Hysterical fundamentalism is not the way into the future; it is the last gasp of the past.
You don't take your newborn baby, put that baby on your lap, and say, "Now listen, kid, you were born in sin, you're not worth anything, and you've got to pray for mercy." That's not going to raise a healthy adult. And that's what we do Sunday after Sunday after Sunday.
The Bible interprets life from its particular perspective; it does not record in a factual way the human journey through history.
I've never known about anyone being helped by being told how wretched, miserable, sinful, and evil they are.
I would like the church to be a place where the questions of people are honored rather than a place where we have all the answers. The church has to get out of propaganda. The future will involve us in more interfaith dialogue. ... We cannot say we have the only truth.
The Bible Belt, the religious South, is the section of the country that practiced slavery until the war made them give it up. They practiced segregation. They practiced lynchings. I don't see any great value in that.
The Sins of Scripture is an interesting title; most people don't put sins and scripture together in the same title. It jars people.
The God understood as a father figure, who guided ultimate personal decisions, answered our prayers, and promised rewards and punishment based upon our behavior was not designed to call anyone into maturity.
Now, if Mary has an egg cell, then Jesus gets 50 percent of his genetic make up from his mother. And if his mother is a child of Adam, she, too,is fallen so Jesus is not perfect.
The hope for life after death must be separated forever from the behavior control mentality of reward and punishment. The Church must abandon, therefore, its reliance on guilt as a motivator of behavior.
The virgin birth, understood as literal biology, makes Christ's divinity, as traditionally understood, impossible.
If you begin to give people hope that there is a brighter future, there is a new tomorrow, then the people who were yesterday's terrorists become tomorrow's elected officials and they're part of the system.
You need to identify the values that come out of that kind of belief system, because I don't see them. All the polls I look at say, for example, that adultery is committed as much in the Bible Belt as in any other part of the country. The same goes for abortion, child abuse, spouse abuse or murder.
I experience God as the power of life, the power of love and the ground of being. I don't say that's what God is; I say that's my experience of God.
The time has come for us to think of Christianity in a different way. Instead of thinking of God entering human life from outside in the person of Jesus, we have to begin to see human life evolving to the place where it opens itself into an experience of divinity.
Was Judas Iscariot a figure of history? I do not think so. There is no mention of him in any source before the 8th decade.
There's one other interesting thing about Western democracy. It didn't arrive at the end point that Karl Marx thought it would that wealth would become more and more concentrated in the hands of the few, that eventually the few would be killed by the many who were deprived, and that a different kind of government would then develop. What happened in Western democracy is that we began to understand that a democratic system can't work if half of the people are starving and the other half are dieting.
Jesus becomes the captive of the hysterically religious, the chronically fearful, the insecure and even the neurotic among us, or he becomes little more than a fading memory, the symbol of an age that is no more and a nostalgic reminder of our believing past. To me, neither option is worth pursuing.
I learned early in life that you get places by having the right enemies.
Now, the fourth gospel says that the moment that Jesus is glorified is the moment he's put to death on the cross, not the resurrection. The moment he's put to death on the cross is when he shows forth glory, and the reason that is, is that he became free enough to give his life away and to love those who were taking it from him. And that's what God is all about. That's the mystical point of view that was hidden from me for years.
The miracle stories of the New Testament can no longer be interpreted in a post-Newtonian world as supernatural events performed by an incarnate deity.
Mother Nature is not sweet.
"I do not believe that Jesus, at the end of his earthly sojourn, returned to God by ascending in any literal sense into a heaven located somewhere in the sky. My knowledge of the size of this universe reduces that concept to nonsense."
The way you become divine is to become wholly human
What kind of god is it that some human brain can shatter the illusions that have been built up around such a deity? God's a mystery. I'll never be able to tell you what God is.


What you print must match the data line for line.

BEGIN Listed records

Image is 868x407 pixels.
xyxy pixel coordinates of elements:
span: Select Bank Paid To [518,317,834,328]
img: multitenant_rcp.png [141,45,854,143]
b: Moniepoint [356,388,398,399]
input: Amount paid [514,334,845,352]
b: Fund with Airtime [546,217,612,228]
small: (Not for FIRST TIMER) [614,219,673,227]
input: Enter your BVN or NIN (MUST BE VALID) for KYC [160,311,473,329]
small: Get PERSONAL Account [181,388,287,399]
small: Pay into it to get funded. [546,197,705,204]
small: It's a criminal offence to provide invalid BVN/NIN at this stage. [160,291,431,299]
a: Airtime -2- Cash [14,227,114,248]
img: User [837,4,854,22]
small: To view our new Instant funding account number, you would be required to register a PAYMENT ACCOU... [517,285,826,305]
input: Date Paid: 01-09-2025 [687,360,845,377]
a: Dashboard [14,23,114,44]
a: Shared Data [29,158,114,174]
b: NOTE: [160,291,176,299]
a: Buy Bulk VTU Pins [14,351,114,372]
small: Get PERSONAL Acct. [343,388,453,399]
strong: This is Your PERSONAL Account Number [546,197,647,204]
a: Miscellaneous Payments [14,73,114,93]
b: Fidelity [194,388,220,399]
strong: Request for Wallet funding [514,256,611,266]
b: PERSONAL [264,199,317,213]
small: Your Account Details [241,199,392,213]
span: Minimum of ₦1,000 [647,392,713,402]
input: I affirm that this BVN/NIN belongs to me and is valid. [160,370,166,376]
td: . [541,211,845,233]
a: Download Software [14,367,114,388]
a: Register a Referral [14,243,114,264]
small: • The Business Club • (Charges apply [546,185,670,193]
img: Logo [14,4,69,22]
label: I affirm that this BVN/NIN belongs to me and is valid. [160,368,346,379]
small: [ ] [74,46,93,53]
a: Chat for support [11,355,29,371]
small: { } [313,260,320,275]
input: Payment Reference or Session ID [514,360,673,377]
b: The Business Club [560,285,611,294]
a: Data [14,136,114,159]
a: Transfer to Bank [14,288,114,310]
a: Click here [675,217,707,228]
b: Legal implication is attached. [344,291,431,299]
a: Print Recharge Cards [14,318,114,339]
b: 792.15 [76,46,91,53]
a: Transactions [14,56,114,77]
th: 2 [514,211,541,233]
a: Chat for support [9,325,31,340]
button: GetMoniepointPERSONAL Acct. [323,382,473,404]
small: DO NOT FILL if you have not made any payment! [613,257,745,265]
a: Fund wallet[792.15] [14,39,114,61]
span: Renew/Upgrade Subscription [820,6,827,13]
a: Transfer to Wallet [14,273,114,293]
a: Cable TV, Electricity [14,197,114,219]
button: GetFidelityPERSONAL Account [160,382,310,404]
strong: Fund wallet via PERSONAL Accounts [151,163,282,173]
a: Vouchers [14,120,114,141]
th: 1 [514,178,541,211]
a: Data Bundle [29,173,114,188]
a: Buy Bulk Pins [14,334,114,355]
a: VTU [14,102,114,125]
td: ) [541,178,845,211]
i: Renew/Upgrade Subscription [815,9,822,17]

END Listed records

- _Solution to the exercise_:
Image is 868x407 pixels.
xyxy pixel coordinates of elements:
span: Select Bank Paid To [518,317,834,328]
img: multitenant_rcp.png [141,45,854,143]
b: Moniepoint [356,388,398,399]
input: Amount paid [514,334,845,352]
b: Fund with Airtime [546,217,612,228]
small: (Not for FIRST TIMER) [614,219,673,227]
input: Enter your BVN or NIN (MUST BE VALID) for KYC [160,311,473,329]
small: Get PERSONAL Account [181,388,287,399]
small: Pay into it to get funded. [546,197,705,204]
small: It's a criminal offence to provide invalid BVN/NIN at this stage. [160,291,431,299]
a: Airtime -2- Cash [14,227,114,248]
img: User [837,4,854,22]
small: To view our new Instant funding account number, you would be required to register a PAYMENT ACCOU... [517,285,826,305]
input: Date Paid: 01-09-2025 [687,360,845,377]
a: Dashboard [14,23,114,44]
a: Shared Data [29,158,114,174]
b: NOTE: [160,291,176,299]
a: Buy Bulk VTU Pins [14,351,114,372]
small: Get PERSONAL Acct. [343,388,453,399]
strong: This is Your PERSONAL Account Number [546,197,647,204]
a: Miscellaneous Payments [14,73,114,93]
b: Fidelity [194,388,220,399]
strong: Request for Wallet funding [514,256,611,266]
b: PERSONAL [264,199,317,213]
small: Your Account Details [241,199,392,213]
span: Minimum of ₦1,000 [647,392,713,402]
input: I affirm that this BVN/NIN belongs to me and is valid. [160,370,166,376]
td: . [541,211,845,233]
a: Download Software [14,367,114,388]
a: Register a Referral [14,243,114,264]
small: • The Business Club • (Charges apply [546,185,670,193]
img: Logo [14,4,69,22]
label: I affirm that this BVN/NIN belongs to me and is valid. [160,368,346,379]
small: [ ] [74,46,93,53]
a: Chat for support [11,355,29,371]
small: { } [313,260,320,275]
input: Payment Reference or Session ID [514,360,673,377]
b: The Business Club [560,285,611,294]
a: Data [14,136,114,159]
a: Transfer to Bank [14,288,114,310]
a: Click here [675,217,707,228]
b: Legal implication is attached. [344,291,431,299]
a: Print Recharge Cards [14,318,114,339]
b: 792.15 [76,46,91,53]
a: Transactions [14,56,114,77]
th: 2 [514,211,541,233]
a: Chat for support [9,325,31,340]
button: GetMoniepointPERSONAL Acct. [323,382,473,404]
small: DO NOT FILL if you have not made any payment! [613,257,745,265]
a: Fund wallet[792.15] [14,39,114,61]
span: Renew/Upgrade Subscription [820,6,827,13]
a: Transfer to Wallet [14,273,114,293]
a: Cable TV, Electricity [14,197,114,219]
button: GetFidelityPERSONAL Account [160,382,310,404]
strong: Fund wallet via PERSONAL Accounts [151,163,282,173]
a: Vouchers [14,120,114,141]
th: 1 [514,178,541,211]
a: Data Bundle [29,173,114,188]
a: Buy Bulk Pins [14,334,114,355]
a: VTU [14,102,114,125]
td: ) [541,178,845,211]
i: Renew/Upgrade Subscription [815,9,822,17]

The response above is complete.